If so, then would it be correct to take the gradient of this expression of $\hat{q}(S,A,w)$ with respect to the weights of the network
Yes, your expression for $\hat{q}(S,A,w)$ looks correct for your network, and can be differentiated.
and plug into into the following update equation for back propagation?
Not clear what you intend. If you already have the gradient $\nabla\hat{q}(S,A,w)$ then you have already performed backpropagation from the current output value to all weights. The additional factor of $[R + \gamma \hat{q}(S',A',w) - \hat{q}(S,A,w)]$ is effectively the gradient of the MSE cost function w.r.t. the current output that needs to be multiplied in so that the backprop starts from the MSE loss.
The equations given in Sutton&Barto are not that easy to apply when you already have a neural network library that has everything defined around supervised learning.
You may find it easier to calculate a target value for the whole action value vector and use your library's definitions of loss functions and update steps. That would go something like this:
- Set the loss function of the neural network to MSE.
- Set the optimisation method to SGD (although you now have the option of using others e.g. Adam, momentum, mini-batches etc)
- Calculate $\begin{bmatrix}
\hat{q}(S,a_1,w) & \hat{q}(S,a_2,w) & \hat{q}(S,a_3,w)
\end{bmatrix}$ forward using the neural network.
- Calculate the TD target $G = R + \gamma \hat{q}(S',A',w)$
- Substitute the target value into the forward matrix e.g. $\begin{bmatrix}
\hat{q}(S,a_1,w) & \hat{q}(S,a_2,w) & G
\end{bmatrix}$ assuming it was action 3 that the agent took.
- Use the adjusted forward matrix as the SGD training value.

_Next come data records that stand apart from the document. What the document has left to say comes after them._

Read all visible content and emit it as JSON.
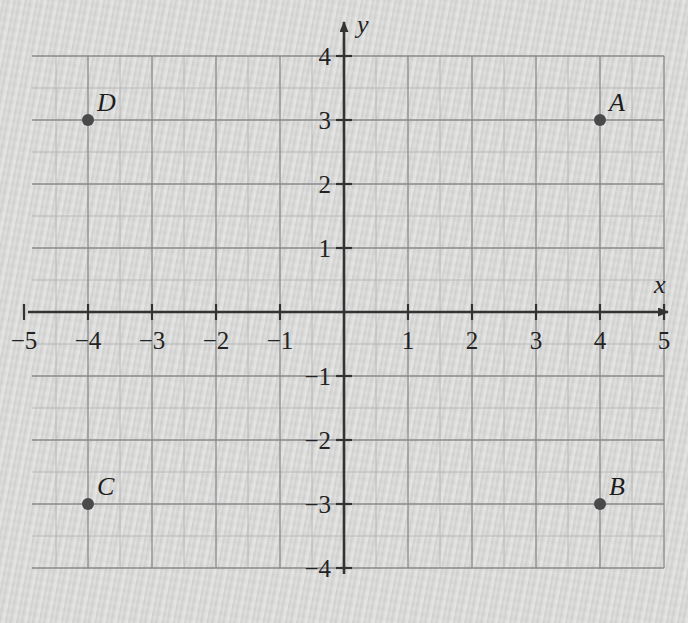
{
  "figure": {
    "kind": "cartesian-coordinate-plane",
    "background_color": "#d3d3d2",
    "axis_color": "#333333",
    "major_grid_color": "#8a8a8a",
    "minor_grid_color": "#b4b4b4",
    "point_color": "#4a4a4a"
  },
  "axes": {
    "x_label": "x",
    "y_label": "y",
    "x_min": -5,
    "x_max": 5,
    "y_min": -4,
    "y_max": 4,
    "unit_px": 64,
    "minor_per_unit": 2,
    "origin_px": {
      "x": 344,
      "y": 312
    },
    "x_arrow": true,
    "y_arrow": true
  },
  "ticks": {
    "x": [
      {
        "value": -5,
        "label": "−5"
      },
      {
        "value": -4,
        "label": "−4"
      },
      {
        "value": -3,
        "label": "−3"
      },
      {
        "value": -2,
        "label": "−2"
      },
      {
        "value": -1,
        "label": "−1"
      },
      {
        "value": 1,
        "label": "1"
      },
      {
        "value": 2,
        "label": "2"
      },
      {
        "value": 3,
        "label": "3"
      },
      {
        "value": 4,
        "label": "4"
      },
      {
        "value": 5,
        "label": "5"
      }
    ],
    "y": [
      {
        "value": 4,
        "label": "4"
      },
      {
        "value": 3,
        "label": "3"
      },
      {
        "value": 2,
        "label": "2"
      },
      {
        "value": 1,
        "label": "1"
      },
      {
        "value": -1,
        "label": "−1"
      },
      {
        "value": -2,
        "label": "−2"
      },
      {
        "value": -3,
        "label": "−3"
      },
      {
        "value": -4,
        "label": "−4"
      }
    ]
  },
  "chart_data": {
    "type": "scatter",
    "title": "",
    "xlabel": "x",
    "ylabel": "y",
    "xlim": [
      -5,
      5
    ],
    "ylim": [
      -4,
      4
    ],
    "grid": true,
    "legend": "none",
    "points": [
      {
        "label": "A",
        "x": 4,
        "y": 3
      },
      {
        "label": "B",
        "x": 4,
        "y": -3
      },
      {
        "label": "C",
        "x": -4,
        "y": -3
      },
      {
        "label": "D",
        "x": -4,
        "y": 3
      }
    ]
  },
  "top_bleed": {
    "text": "· · ·"
  }
}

This will automatically provide a gradient 0 associated with actions that were not taken, and is effectively the same update as per Sutton&Barto, but using the NN library as-is without trying to tweak the gradient calculations directly.
If you are using a library like PyTorch, then it is definitely possible to calculate the pure gradient of the selected action as you are attempting. However, you may find yourself in more familiar and supported territory if you re-frame the updates as supervised learning as suggested above.
I suggest one of the first things you try if this does not converge is to batch up the updates and only perform them every e.g. 100 steps. Again, this is possible using the S&B update rule, and something like PyTorch, but things will be easier if you go with the grain and re-frame the updates as supervised learning "inside" the RL mechanism.
I am not sure how well SARSA will cope with Lunar Lander. I have solved it using DQN, which is similar, but has the advantage of re-using older off-policy experience, sampling from it randomly, which SARSA cannot do. To correct for SARSA's weakness there, you may need quite large batches to avoid too much correlation between experience. A common pattern with "Deep SARSA" is to sample multiple environments at once under the current policy, to build a large batch (you see this in A2C and other on-policy policy gradient methods too).